Welcome to our first spring festival! It is not so long since we last welcomed you to Open City Documentary Festival but a lot has happened in these few months. Now more than ever we feel the urgency to claim the cinema as a space of resistance, solidarity and community. But is that enough?  

Throughout the festival programme, we want to highlight and celebrate the work and resilience of Palestinian artists, and to point to absences and erasures through their presence. There is never a single “theme” to an edition of Open City Documentary Festival, but the importance of bearing witness, of observation and documentation, is an invisible thread that binds together much of our programme this year. From the Folk Memory Project to the Expanded Realities exhibition, to the grandmothers that Elena Gorfinkel eloquently posits as capable of materialising “history as lived, relayed, told and retold”, many works speak to the urgency of recovering and recording lost memories and hidden histories. That loss is poignantly felt in Stolen Film Imaginary, an event conceived by Saeed Taji Farouky to complement screenings of Palestinian militant cinema, in which invited guests narrate lost Palestinian works. He writes: “This is a cinema of absence and its corollary: the invincibility of longing and imagination.”

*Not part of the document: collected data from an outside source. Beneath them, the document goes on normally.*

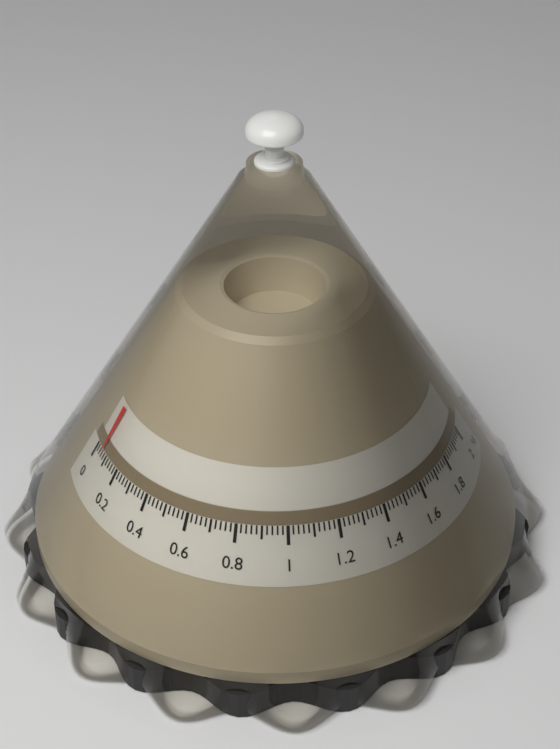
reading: 0.06 kg
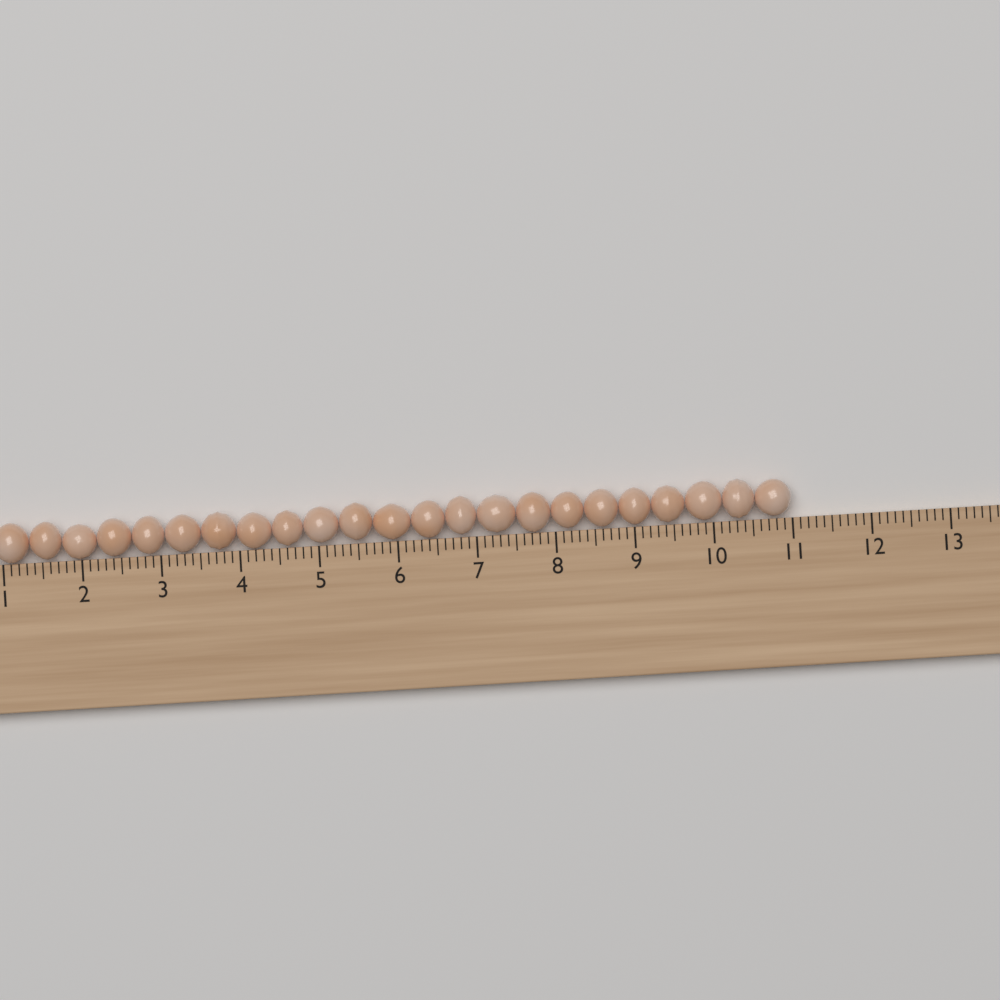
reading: 11.0 cm
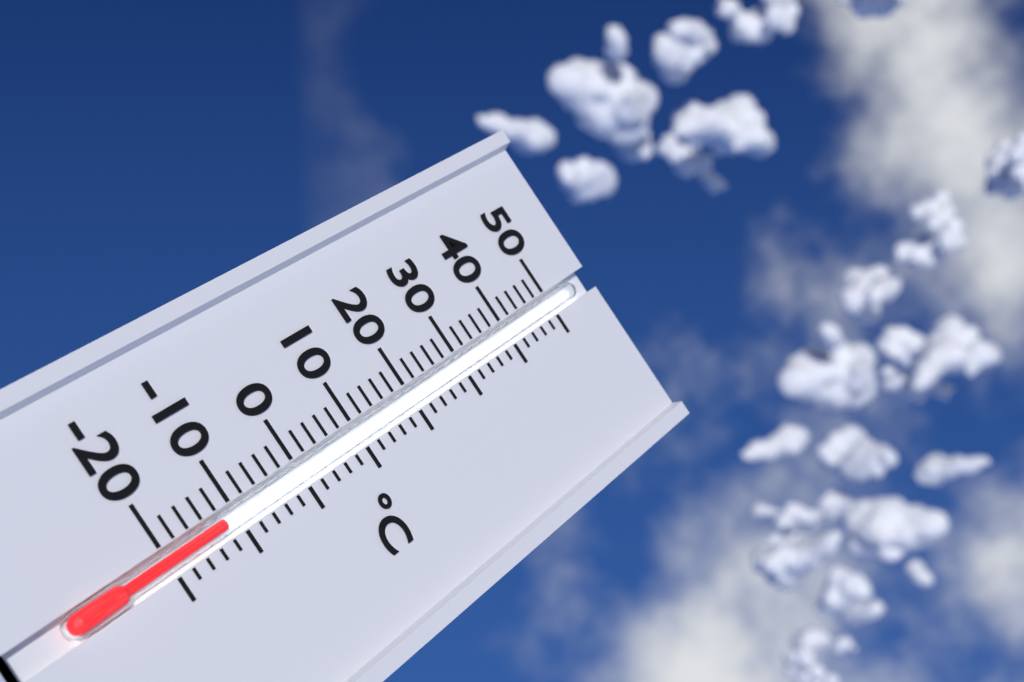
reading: -12 °C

Our 2024 edition is a collaborative effort and we would like to thank all the guest programmers, collectives and organisations who have contributed to this year’s festival, including Alchemy Film & Arts, Artists for Palestine, Cinenova, Doc Society, the Essay Film Festival, LUX, the New Black Film Collective, the Palestinian Sound Archive, Sisu and T A P E collective. Thanks to Jonathan Ali’s long-standing commitment to showcase the work of Caribbean filmmakers in London, we are able to present the work of Afro-Cuban filmmaker Nicolas Guillén Landrián in partnership with the Barbican. Sophia Satchell-Baeza brings us Amy Halpern’s recent 16mm films; a pair of screenings that pay tribute to an important filmmaker after her untimely passing. We have collaborated with Annabelle Aventurin and Léa Morin from the Non-Aligned Film Archives since 2022 and this year they focus on Madeleine Beauséjour, presenting a new restoration of her only completed film Koman i lé la sours (1987). Hyun Jin Cho has not only put together a retrospective of the Folk Memory Project, she has also thought up with us a new space for families to enjoy experimental film work. Our two Filmmakers in Focus, Simon Liu and Jessica Sarah Rinland have also curated screenings that call attention to films made in Hong Kong, and the Argentine avant-garde filmmaker Narcisa Hirsch respectively. Margaret Salmon’s book Cinematographa is the point of departure for several events that highlight the analogue camerawork of an exceptional group of intergenerational, intersectional women artists. Our opening night film Sunless Haven will be accompanied by a selection of works drawn together by George Clark to evoke “worlds within worlds” at various border and transient zones.

We have always believed that Open City Documentary Festival is both by and for the non-fiction community in London. We feel grateful that whilst so many colleagues and like-minded organisations suffer threats or are being silenced, that we continue, for a 14th year, to be able to facilitate an environment in which we can gather for seven rich, intensive days, to watch existing films and dream future ones, but also to share, debate and learn from one another. If not to do this, what are festivals even for?